The Treaty of Nice - Towards a United States of Europe?
LAST YEAR (2000) we printed a letter from Mrs Diana Yeoh, a housewife and mother
from Wiltshire in England. Since late April she had been organising a National
Petition which urged Prime Minister Tony Blair not to sign the Treaty of Nice.
Her letter to UN noted that "the British people who sign the petition
will be saying NO to Mr. Blair giving away, without their permission, their
right to be a self governing country. They will be saying that they do not want
to be a part of a United States of Europe with a constitution which will
override our own laws".
Mrs Yeoh handed her Petition in to 10 Downing Street on 11th
November of last year - Armistice Day. In a covering letter to Mr. Blair, she
noted that the 75,277 people who had signed the Petition "do not want
you to sign the Treaty of Nice because we want to live in a country where our
justice and legal systems are not overridden by European Union Law, where our
taxes can be set to suit our economic conditions, not decided by the European
Central Bank for the whole of the European Union.
"We want our soldiers to protect us in our own country, not
made to fight wars in foreign lands, under a foreign power, in a European Army.
"We want to live in a country free from the fear of
Europol - The European Police Force, who can enter our country on the
instruction of the European Prosecutor, and will be immune from prosecution
themselves, whatever they do in the course of their duties. We do not want to
live, bound by a written constitution for a United States of Europe".

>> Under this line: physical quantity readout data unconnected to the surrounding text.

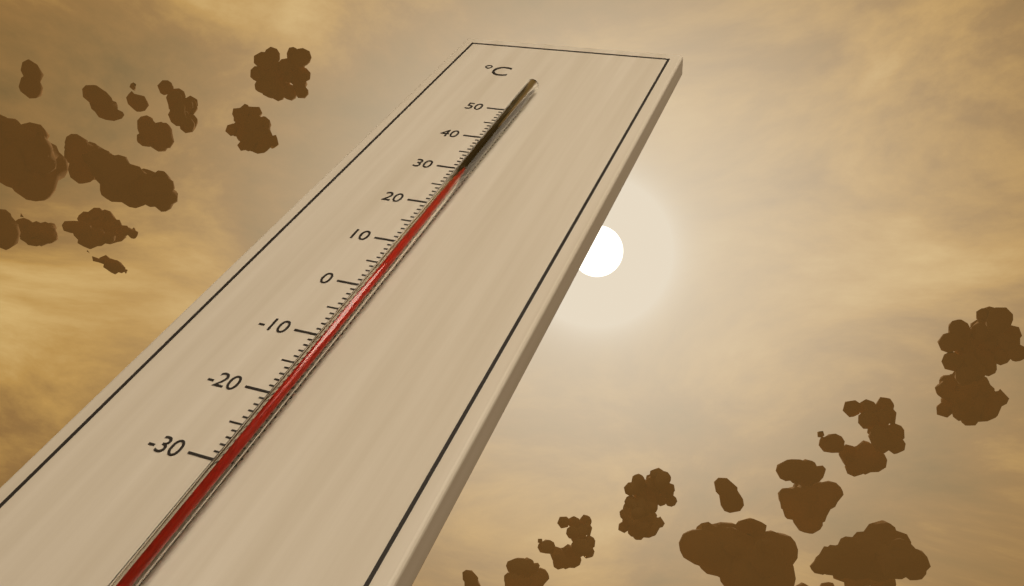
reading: 28 °C
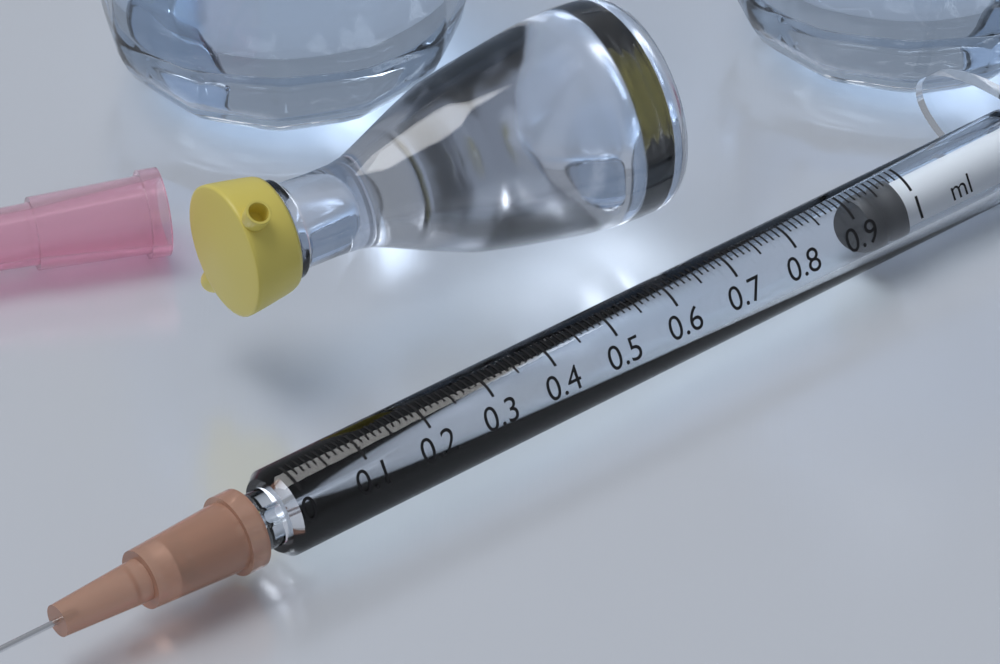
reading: 0.93 ml
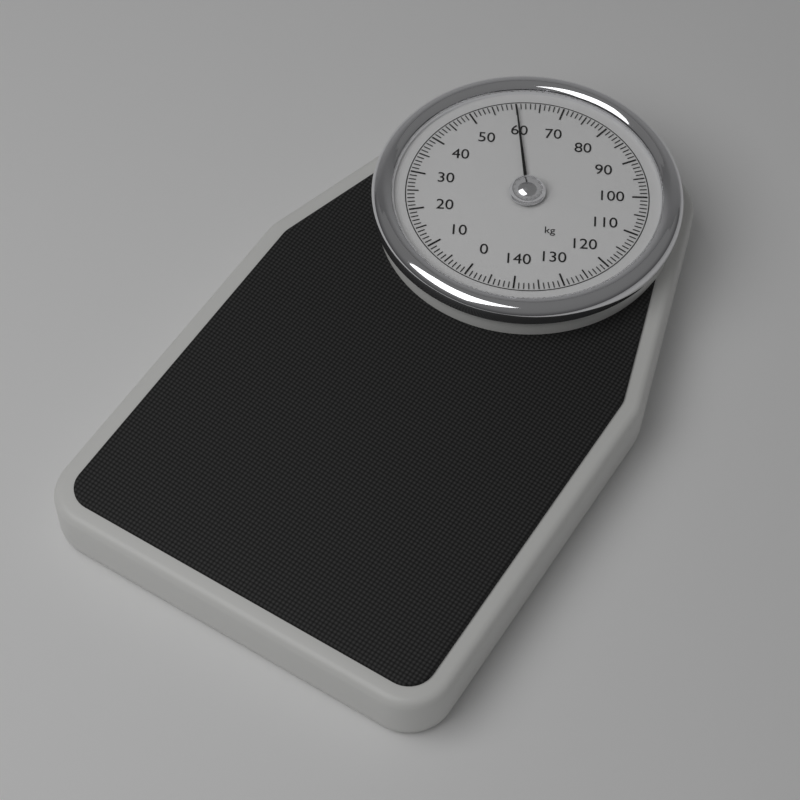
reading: 60 kg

She also asked that Blair would adhere to his "promise to listen to the
people of this country and not ignore the wishes of those who elected you, to
serve them." However, her plea fell on deaf ears, as the Treaty of Nice
was signed in December.
We share many of Mrs Yeoh's concerns about Blair's actions - and
the future direction of the EU. Did 'New' Labour's last election manifesto
mention that they would transfer any national controls to a foreign power? And
does Tony Blair have a mandate which allows him to sign away any rights for
Britain to govern itself? However, we do not reject 'Europe'
outright. Geographically, Ulster is a European nation and ethnically we are
Europeans. There's a lot of sense in sovereign nations meeting each other on an
equal footing - but is the EU best suited to this? It's very collectivist in
nature and is more interested in mass social engineering - treating everyone
from Scandinavia to the southernmost tip of Italy as one. Despite denials by
europhiles in Britain, (but not in France and Germany), the EU is seeking to
centralise a growing amount of power in its own hands and to reshape itself as a
'superpower' in its own right. There's no point in Ulster freeing itself from
Westminster and Dublin only to be shackled by the EU.
We would like to see the EU restructure itself as a European
Confederacy. The problem with it at present is that its affairs are dominated by
the larger member states. Germany has the largest population and wants to have a
greater proportional influence on EU affairs than Luxembourg which has the
smallest population. In the past year we saw Britain, France and Germany lead a
lynch mob against tiny Austria because they didn't approve of the Austrian
people's choice of government.
We have no problem with a future independent Ulster state being
part of a Confederal European structure. However, there has to be a greater
emphasis on member states' rights and this is something that so-called
eurosceptics throughout the EU have to take on board.
Our vision of a European Confederacy is one based on indigenous
peoples, cultures, ecology, direct democracy and historic nations and regions.
For this reason we are concerned by the attitude of some English eurosceptics
who want to take the UK out of the EU only to join NAFTA. Tory leader, William
Hague even wants to increase Britain's role as a US aircraft carrier by taking
part in the doubtful 'son of star wars' missile defence project which George W
Bush seems likely to try to build in the next few years. This will do nothing to
halt the menace of Globalism and international consumerist 'culture'.